Noting that more 40,000 small business owners are currently registered on the Tillful platform, So said those customers aren’t just looking for access to capital: they’re also looking to build credit for their business. He estimated that 80% are putting business spend on their personal credit cards.
The problem is that, “If you look at how traditional credit reporting agencies do underwriting or credit assessment, it’s based on what they call trade lines, and trade lines are like Home Depot or Costco reporting payment terms or the payment history of the customer to credit report agencies. It takes months, if not years, to build a credit report” that way, he said.
That presses the question: “How do we separate their personal credit from their business credit? That’s really one of the key goals for us.”
Related: Flowcast Introduces Tillful For SMB Credit Risk Modeling
No File? No Problem
Another problem with SMBs using personal credit lines to fund business expenses is that it adds nothing to the credit file of the business itself, which scares off lenders in droves.
“A lot of these younger businesses are considered no-file or thin-file, so they’re basically credit-invisible to a lot of these lenders,” said So. “How do we help them become credit visible and start getting access to different sources of credit?”
You do it by partnering with high-visibility brands in payments. In this case, Tillful teamed with Mastercard and card issuing platform Highnote on the Tillful Card.
“Within a single login, within the minute, we can ingest the past 12 plus months of historical transactions,” he told PYMNTS. “What Tillful is really good at is taking transaction data and understanding the insight and the credit quality of these small business.”
That granularity is incredibly useful in pandemic-era underwriting for SMBs.
“The [data] that really matters to us are things around cash flow,” said So. “Are you making money from one customer, or thousands of customers?
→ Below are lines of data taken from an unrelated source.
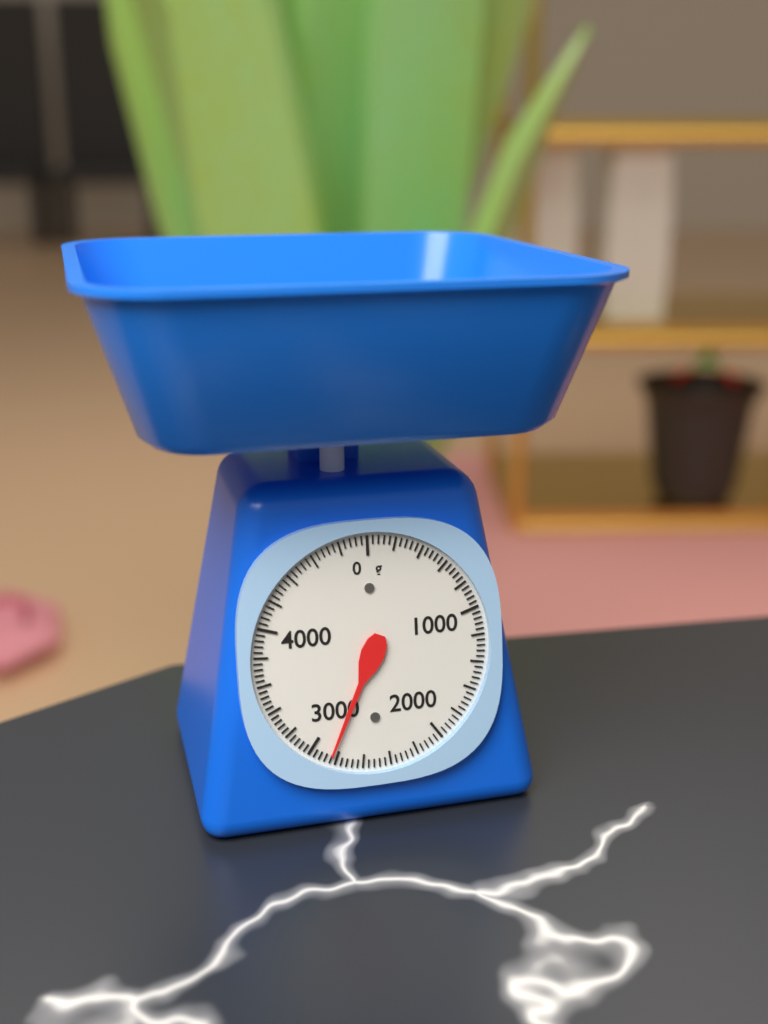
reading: 2840 g
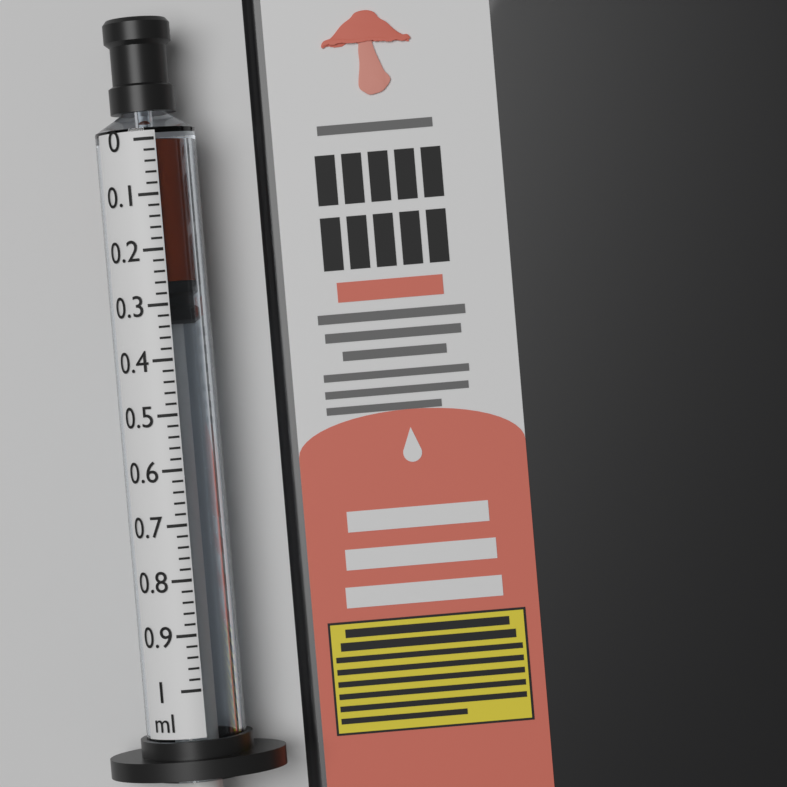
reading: 0.26 ml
Are your revenues pretty volatile or pretty stable on a monthly basis? Are they growing? The trajectory of their inflow and flow cashflow flow is very important.
“Then, on the spending side, how many employees do they have, do they have a bunch of contracts to a very stable set of employees? All that data we can capture.”
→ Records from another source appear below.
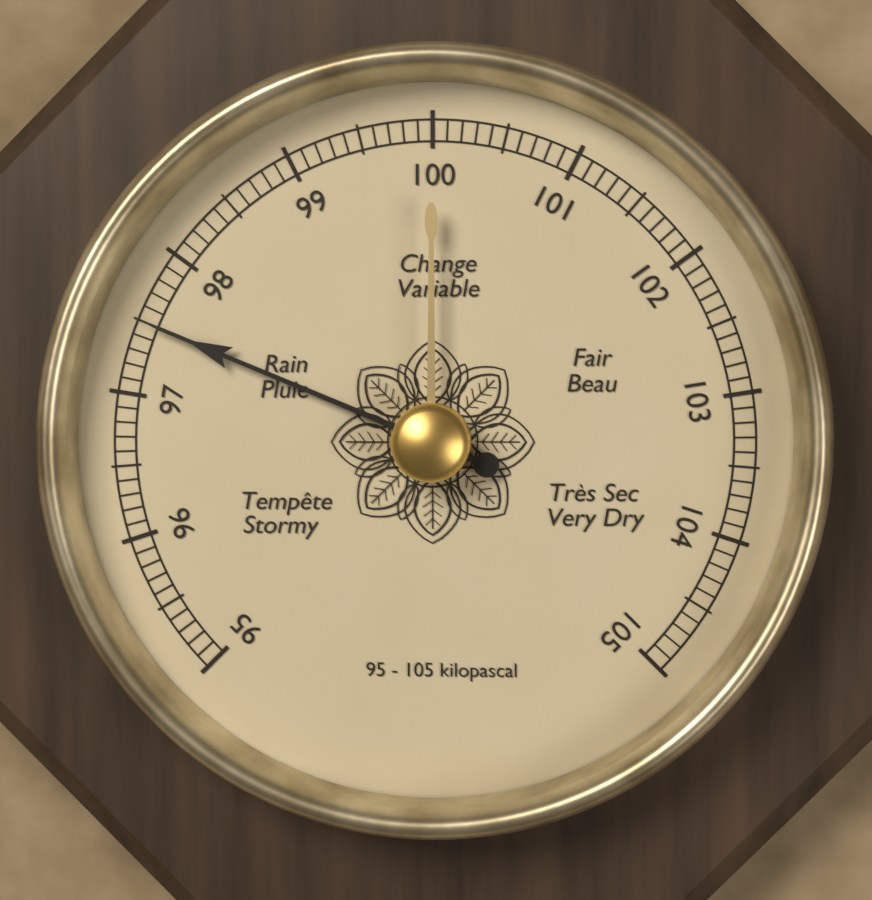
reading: 97.5 kPa
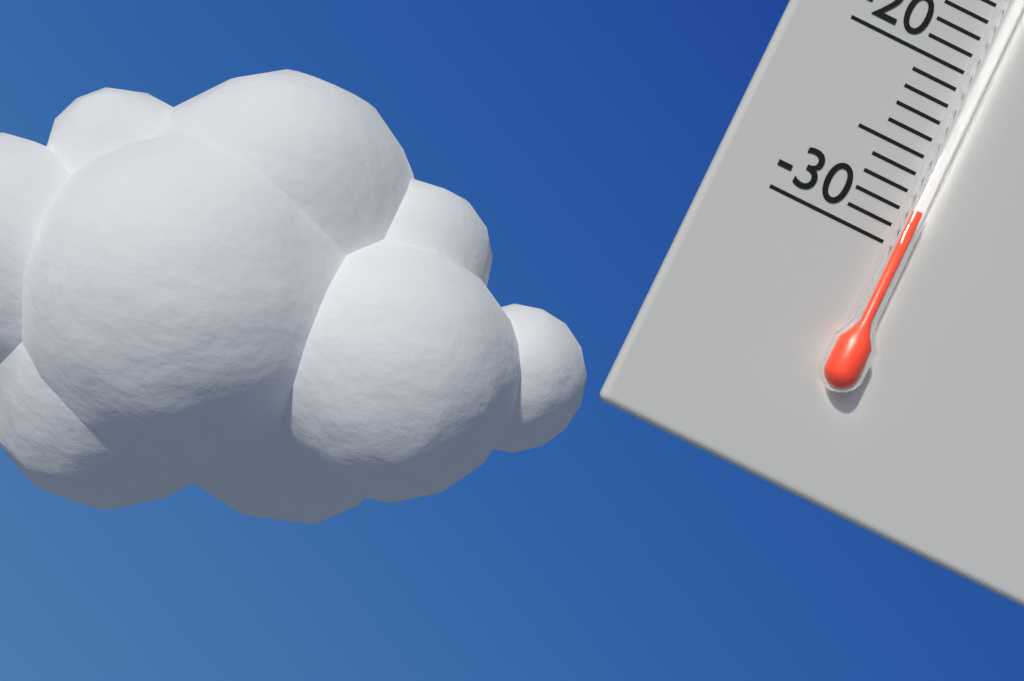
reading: -28 °C
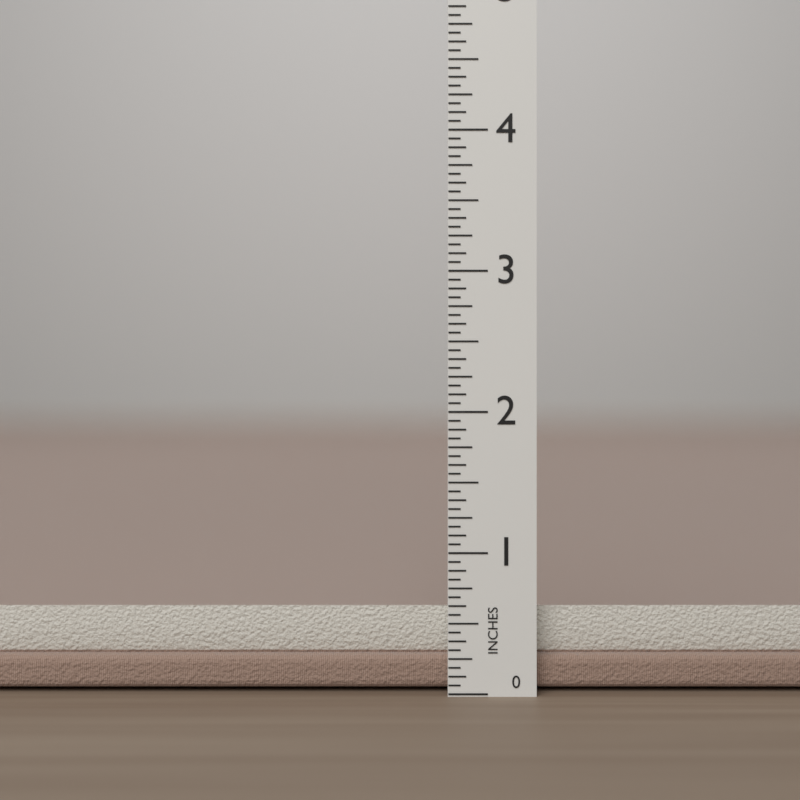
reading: 0.6000 in
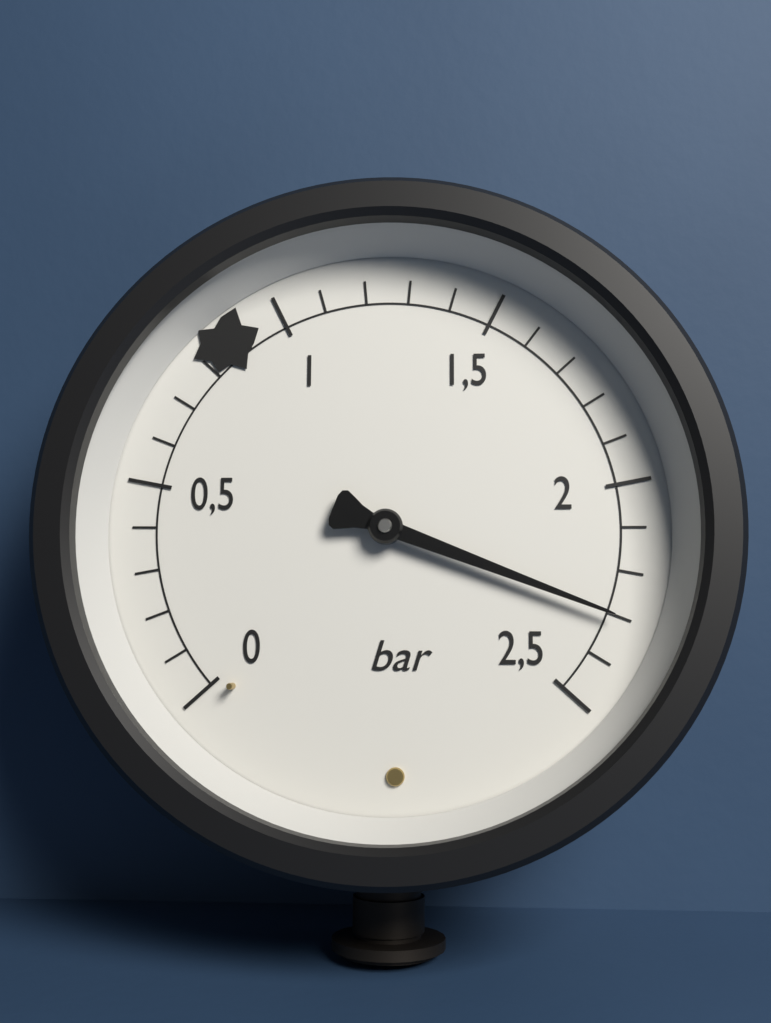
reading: 2.3 bar
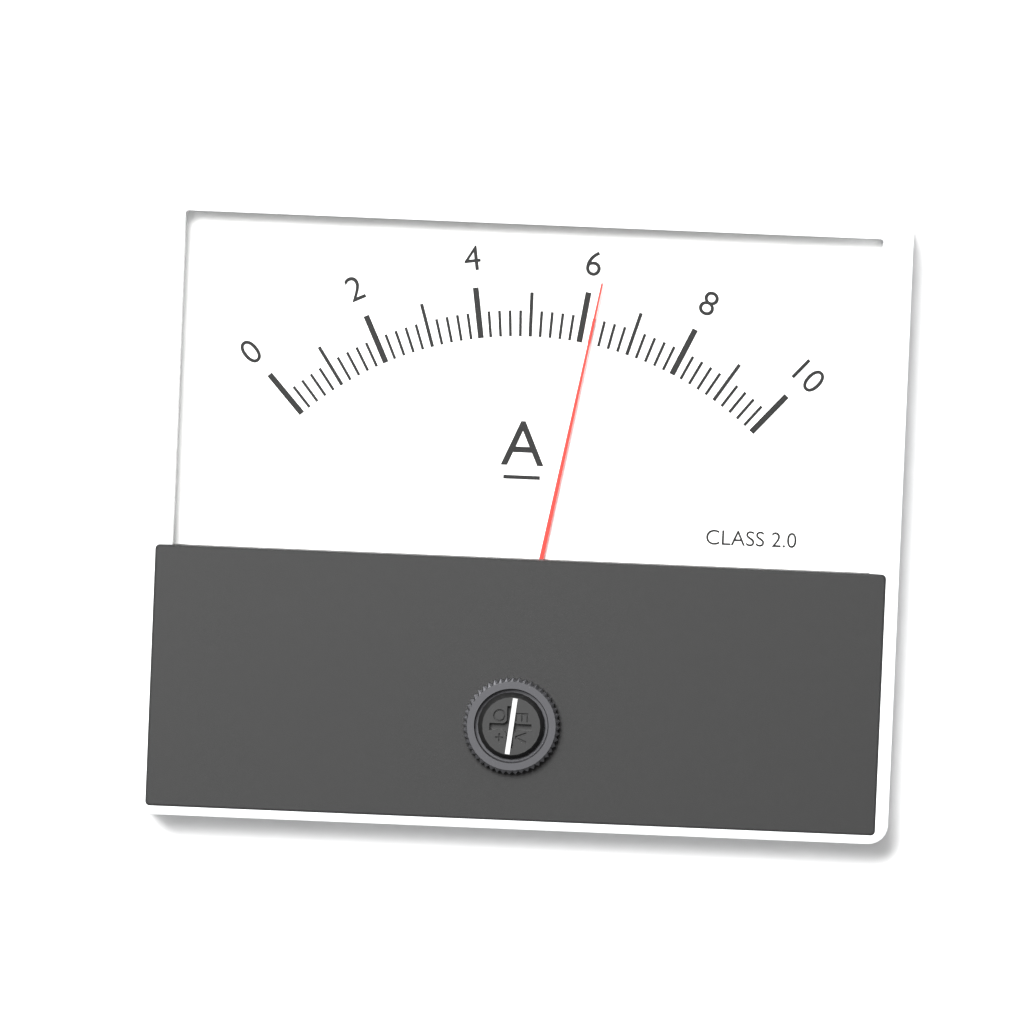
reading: 6.2 A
See also: Tillful Launches Card for Small Businesses With Highnote and Mastercard
Matching For Money
With so many SMBs forming and so much capital looking for a safe place to grow into more capital, Tillful and Flowcast are helping connect like-minded SMBs and lenders.
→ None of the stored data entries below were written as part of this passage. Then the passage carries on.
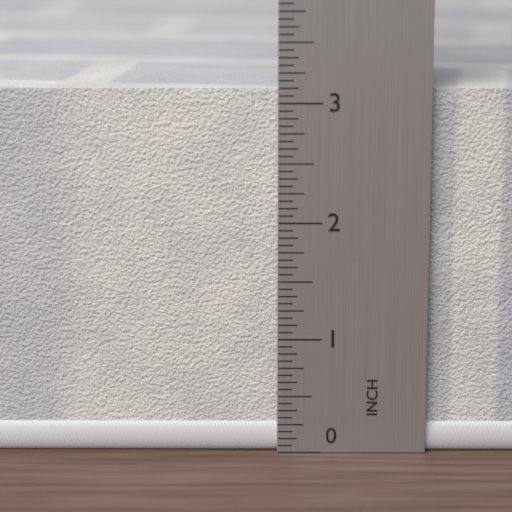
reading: 3.1250 in
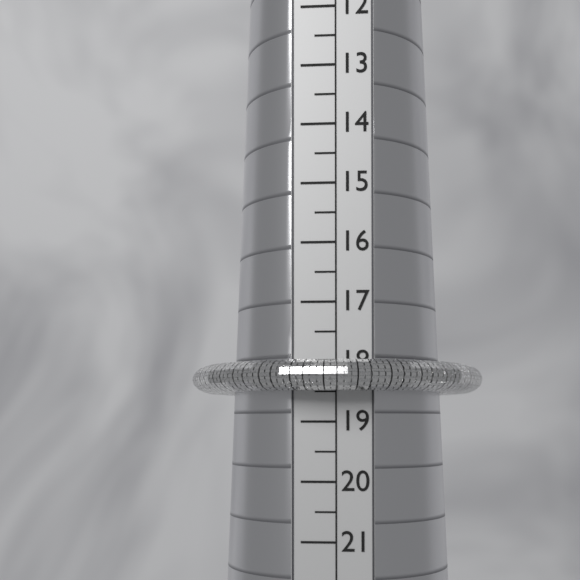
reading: 18.5 (no unit)
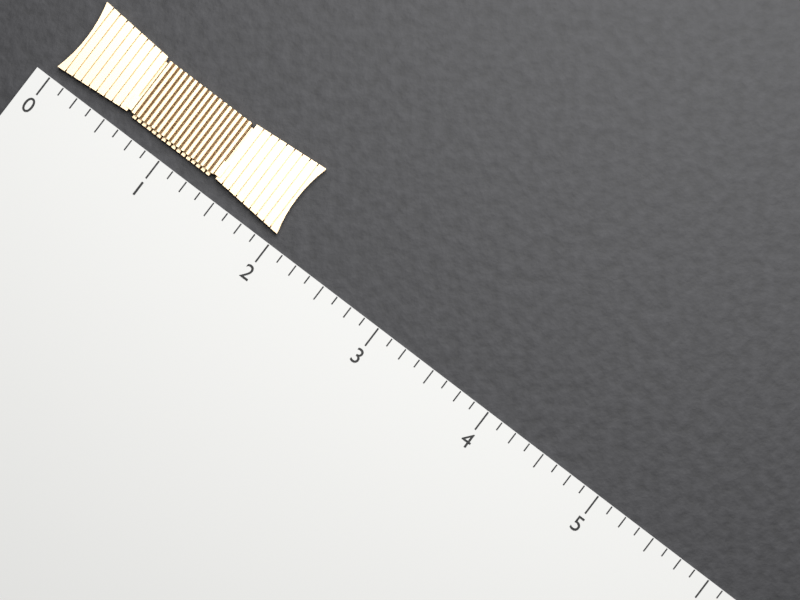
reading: 2.000 (no unit)
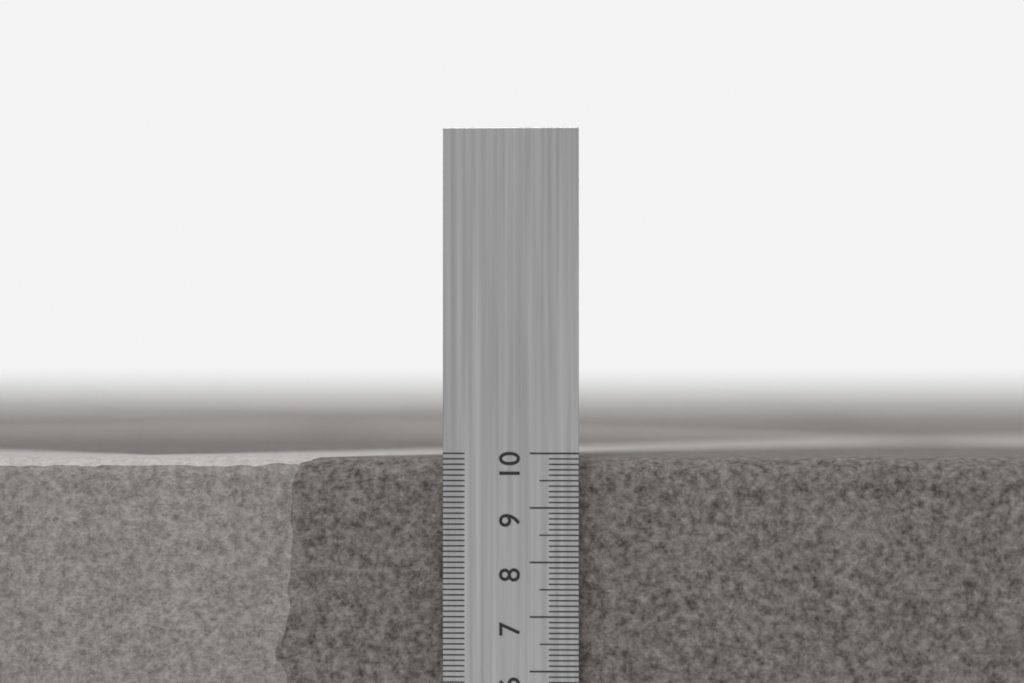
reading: 9.9 cm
“Some lenders tend to like different verticals, and some will shy away from others,” said So. “We do a lot of the matchmaking because we have all the data on one side, and we are now onboarded with 40-plus different lending partners on the other side.
“Our goal is not just to help fund the top 5% of our user base, but rather 95% and be able to find credit our entire user base.”
When asked to talk about some recent successes, So mentioned that when a startup trucking company was looking to tap into supply chain needs, Tillful scaled that SMB from one truck to five with a loan.
Another borrower, an eCommerce company selling on Shopify and similar marketplaces, needed capital to scale and build up inventory. Tillful found a lender for that business, as well.
So noted that “because our audience or tends to be younger, thin-file/no-file clients, the types of capital that they’re getting [is] typically a $10,000 to $20,000 loan on the Tillful Funding side. Factor rate [can be] between high teens to 30 something percent. These are generally higher cost products. Term-wise, it’s six to nine months. These are term loans.”
Mentioning the prospects for B2B buy now, pay later (BNPL) loans in the company’s future, So said, “Our Tillful Card product is to help serve some of those working capital gaps. We help more so on the vendor side in their expenses side rather than on the AR side. We play more on the other side of the balance sheet for these small businesses.”